Bloody Disgusting’s Texas Chainsaw Massacre review is spoiler-free.
The Texas Chainsaw Massacre franchise never bothered much with continuity. Various sequels, reboots, and prequels ignored timelines, family members, plot points, and tone. The sole constant, of course, is Leatherface. The latest entry ignores everything that came after Tobe Hooper’s 1974 classic, picking up almost five decades later with final girl Sally Hardesty (Olwen Fouéré) holding a lifelong grudge and a new generation encroaching Leatherface’s territory. The ultimate showdown between iconic characters takes a hard backseat to a bloodier, rampaging Leatherface and a series of bizarre narrative choices.
Melody (Sarah Yarkin) drags her sister Lila (Elsie Fisher) along on a business venture in the middle of Texas with business partner Dante (Jacob Latimore) and his girlfriend Ruth (Nell Hudson). The foursome is meeting potential investors at the small ghost town they’ve purchased, though their post-millennial, influencer culture persona quickly ruffles the feathers of what few locals remain. That includes the sickly older woman (Alice Krige) still inhabiting the rundown orphanage. It unleashes the fury of her adoptive son, Leatherface (Mark Burnham), who embarks on an unstoppable, ruthless rampage.
The setup seems simple enough, but Chris Thomas Devlin‘s script, with a story by Fede Alvarez and Rodo Sayagues, overcomplicates things fast.
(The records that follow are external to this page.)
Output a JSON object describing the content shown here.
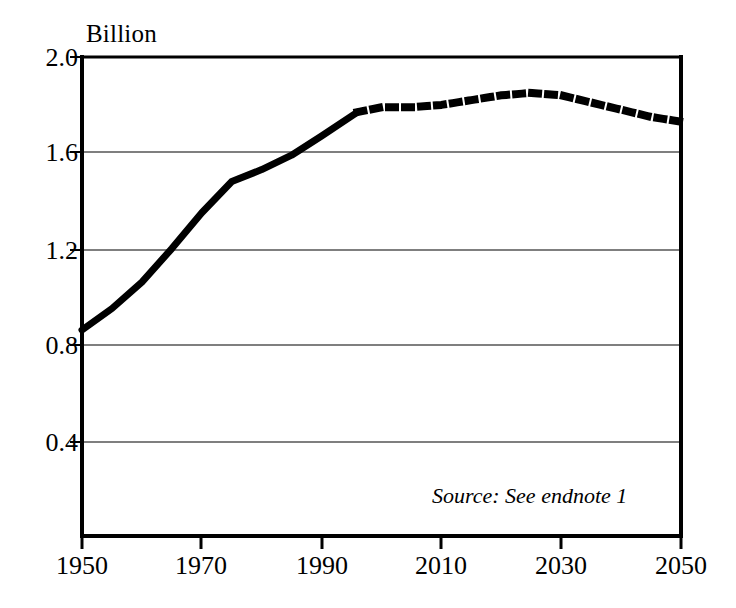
{
  "chart_data": {
    "type": "line",
    "title": "",
    "subtitle": "",
    "unit_label": "Billion",
    "xlabel": "",
    "ylabel": "",
    "xlim": [
      1950,
      2050
    ],
    "ylim": [
      0.0,
      2.0
    ],
    "yticks": [
      "2.0",
      "1.6",
      "1.2",
      "0.8",
      "0.4"
    ],
    "ytick_values": [
      2.0,
      1.6,
      1.2,
      0.8,
      0.4
    ],
    "xticks": [
      "1950",
      "1970",
      "1990",
      "2010",
      "2030",
      "2050"
    ],
    "xtick_values": [
      1950,
      1970,
      1990,
      2010,
      2030,
      2050
    ],
    "grid": "horizontal",
    "legend": "none",
    "annotations": [
      "Source: See endnote 1"
    ],
    "series": [
      {
        "name": "Historical",
        "style": "solid",
        "color": "#000000",
        "x": [
          1950,
          1955,
          1960,
          1965,
          1970,
          1975,
          1980,
          1985,
          1990,
          1996
        ],
        "values": [
          0.86,
          0.95,
          1.06,
          1.2,
          1.35,
          1.48,
          1.53,
          1.59,
          1.67,
          1.77
        ]
      },
      {
        "name": "Projected",
        "style": "dotted",
        "color": "#000000",
        "x": [
          1996,
          2000,
          2005,
          2010,
          2015,
          2020,
          2025,
          2030,
          2035,
          2040,
          2045,
          2050
        ],
        "values": [
          1.77,
          1.79,
          1.79,
          1.8,
          1.82,
          1.84,
          1.85,
          1.84,
          1.81,
          1.78,
          1.75,
          1.73
        ]
      }
    ]
  },
  "labels": {
    "unit": "Billion",
    "source": "Source: See endnote 1"
  }
}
Lila’s the shy type still reeling from the trauma of a school shooting. Her fascination and interactions with gun-obsessed local Richter (Moe Dunford) don’t flesh out this plot point and instead create mixed messaging. The inciting event that incurs Leatherface’s wrath begins with anger over a confederate flag, which in turn causes knee jerk reactions with repercussions. Then there are gentrification plans that encroach Leatherface’s territory and the flippant handling of Sally Hardesty that appears intended to offer up a middle finger to the current horror trends.
At a brisk 80-minute runtime, director David Blue Garcia runs through all of this without stopping to untangle the strange, clunky generational suburban versus urban clash getting in the way of the horror. The intent seems to suggest that social commentary and current fads get in the way and ultimately don’t matter in the grand scheme of horror- especially when survival is on the line. However, the impact overrides that with asinine choices, lousy dialogue, and plot threads that never make it past their introductions. None of these superfluous details are necessary; Leatherface is a character that operates on simplicity, and audiences just want to see the slaughter.
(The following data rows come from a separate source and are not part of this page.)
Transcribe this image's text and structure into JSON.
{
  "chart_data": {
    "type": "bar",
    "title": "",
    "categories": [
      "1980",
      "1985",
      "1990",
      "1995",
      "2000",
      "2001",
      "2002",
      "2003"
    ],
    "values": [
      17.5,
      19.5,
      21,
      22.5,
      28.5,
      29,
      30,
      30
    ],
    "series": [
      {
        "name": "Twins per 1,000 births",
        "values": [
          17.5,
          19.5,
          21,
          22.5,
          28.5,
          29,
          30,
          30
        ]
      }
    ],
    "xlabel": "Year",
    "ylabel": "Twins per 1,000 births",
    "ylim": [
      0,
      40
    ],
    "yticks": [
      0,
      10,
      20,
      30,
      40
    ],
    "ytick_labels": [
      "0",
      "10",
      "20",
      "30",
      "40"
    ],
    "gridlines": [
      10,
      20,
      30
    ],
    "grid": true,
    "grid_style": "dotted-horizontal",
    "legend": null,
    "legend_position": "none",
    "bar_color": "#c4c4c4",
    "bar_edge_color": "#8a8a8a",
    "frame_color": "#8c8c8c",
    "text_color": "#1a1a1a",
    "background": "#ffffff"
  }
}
Texas Chainsaw Massacre succeeds on that front, at least. Burnham keeps Leatherface intimidating and scary, yet with just enough pathos to elicit pity. It’s helped by special makeup effects artist Todd Tucker‘s Leatherface makeup designs. The level of gore and kills are well executed and a complete blast. The set pieces around the kills are visually interesting, and the film does deliver on an actual massacre in the bloodiest way that’ll leave you cheering. Garcia and team want the audience to root for Leatherface, and they nail it there.
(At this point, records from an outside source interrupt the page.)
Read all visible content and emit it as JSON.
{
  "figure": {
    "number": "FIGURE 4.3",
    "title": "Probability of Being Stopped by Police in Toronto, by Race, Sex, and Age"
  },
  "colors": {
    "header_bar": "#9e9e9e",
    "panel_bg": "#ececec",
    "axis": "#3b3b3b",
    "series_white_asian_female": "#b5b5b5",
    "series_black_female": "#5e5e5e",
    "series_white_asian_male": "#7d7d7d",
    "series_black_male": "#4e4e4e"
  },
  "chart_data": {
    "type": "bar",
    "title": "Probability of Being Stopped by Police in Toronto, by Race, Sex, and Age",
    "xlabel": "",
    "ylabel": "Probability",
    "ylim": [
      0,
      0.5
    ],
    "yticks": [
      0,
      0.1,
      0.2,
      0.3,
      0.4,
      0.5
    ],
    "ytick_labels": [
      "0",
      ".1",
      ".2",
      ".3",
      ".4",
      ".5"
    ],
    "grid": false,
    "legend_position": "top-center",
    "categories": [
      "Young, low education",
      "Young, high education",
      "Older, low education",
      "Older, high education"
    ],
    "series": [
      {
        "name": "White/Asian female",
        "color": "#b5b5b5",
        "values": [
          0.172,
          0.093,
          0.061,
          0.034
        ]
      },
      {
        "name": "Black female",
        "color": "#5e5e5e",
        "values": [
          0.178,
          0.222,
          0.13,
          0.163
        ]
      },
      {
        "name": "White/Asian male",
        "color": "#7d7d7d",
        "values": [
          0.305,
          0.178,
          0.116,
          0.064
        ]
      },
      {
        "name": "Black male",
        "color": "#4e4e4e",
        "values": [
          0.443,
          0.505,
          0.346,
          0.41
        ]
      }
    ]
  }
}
The plot’s maneuvering to get to Leatherface’s rampage is frustrating and cringe-inducing. If you’re hoping for some semblance of continuity or a proper character reunion among horror giants, well, you’ll likely come away as wrathful as Leatherface. Anything related to the characters outside of Leatherface is perplexing and often groan-worthy, right through to the credits. Only Krige and Burnham come away from this unscathed. But if all you want is a complete slasher bloodbath with some gnarly kills, Texas Chainsaw Massacre more than delivers.
Texas Chainsaw Massacre is now available to stream on Netflix.